Secure the data layer with row-level rules
When your agent reads and writes to a shared database, plain table access is not enough. You want rules at the row level so each role can only touch its own data.
In a multi-agent content pipeline, for example, the research agent can write only to the topics table and the script agent only to scripts. Enforced at the data layer, this prevents one agent from corrupting another's work and makes a multi-agent system far easier to reason about when something breaks.
If you are building a real app on top of this, turn on row-level security from the start and make sure new rows inherit the policy automatically. It is a one-time setup that saves you from the classic mistake of shipping a database where any authenticated user can read everyone's records. There is more on this in building AI agent apps.
Run the two-pass audit before anyone else touches it
Here is a defense-in-depth trick that costs almost nothing. Before you ship, audit the system from a fresh context.
Open a brand-new session with none of the build history loaded, so the agent is not biased by knowing how it is supposed to work. Tell it to behave like an external user with none of your access, hunting for every vulnerability it can find. Then take that full list of findings and paste it into a second clean session for an independent re-check.
Jack Roberts summed up why this matters: "Everyone's busy shipping, nobody's busy doing quality control. Run the security audit from a fresh context as a user with none of your access, then re-check it in a second window." Two cheap passes catch the obvious holes before a client or an attacker does.
A quick security checklist
- Give each agent only the tools and keys its role needs.
- Set secrets through config, never in chat. Rotate anything you have pasted.
- Isolate agents with separate environments, keys, and memory.
- Use named, per-agent keys so spend anomalies are visible.
- Make high-stakes actions draft-only or gate them behind human approval.
- Enforce row-level rules on shared data.
- Run a two-pass, fresh-context audit before shipping.
FAQ
What is the biggest AI agent security risk in practice?
Over-permissioning. Most real incidents come from an agent having access it never needed: a key it can leak, a send button it can misuse, or read access to another role's data. Least privilege removes most of the risk surface.How should I store API keys for an AI agent?
In the agent's environment configuration, set through a config command rather than typed into the chat. Chat is logged and may be synced or summarized, so a pasted key can leak. Use named keys per agent so you can track spend and spot anomalies.Is it safe to let an AI agent send emails or make payments?

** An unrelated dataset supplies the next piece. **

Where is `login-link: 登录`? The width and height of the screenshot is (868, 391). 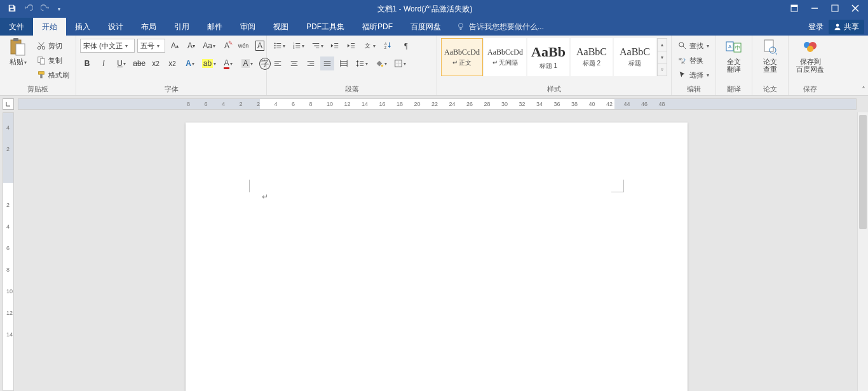
login-link: 登录 is located at coordinates (816, 27).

Treat those as one-way doors. Keep them draft-only or behind a human approval gate. The agent can prepare everything, but a person approves the irreversible step. The cost of a wrong autonomous action is far higher than the minor friction of approving.How do I audit an agent I already built?
Open a fresh session with no build context, tell it to act as an external attacker with none of your access, and have it list every vulnerability. Paste those findings into a second clean session to re-check. Two passes, almost free, and they catch the obvious problems.Lock it down without the guesswork
Security is the part people skip until it bites them. You do not have to.
OpenClawCrew's private AI agent starter kits ($49) ship with least-privilege defaults, config-based secrets, and draft-only actions already wired, so you start safe instead of retrofitting it later. For teams that want the full isolated, audited, role-separated setup stood up properly, the done-for-you setup service handles the whole thing. Your agent runs on Hermes (or OpenClaw), holds your rules, and works through your tools without holding a loaded gun. Once it is locked down, point it at real work, starting with personal ops or shipping apps.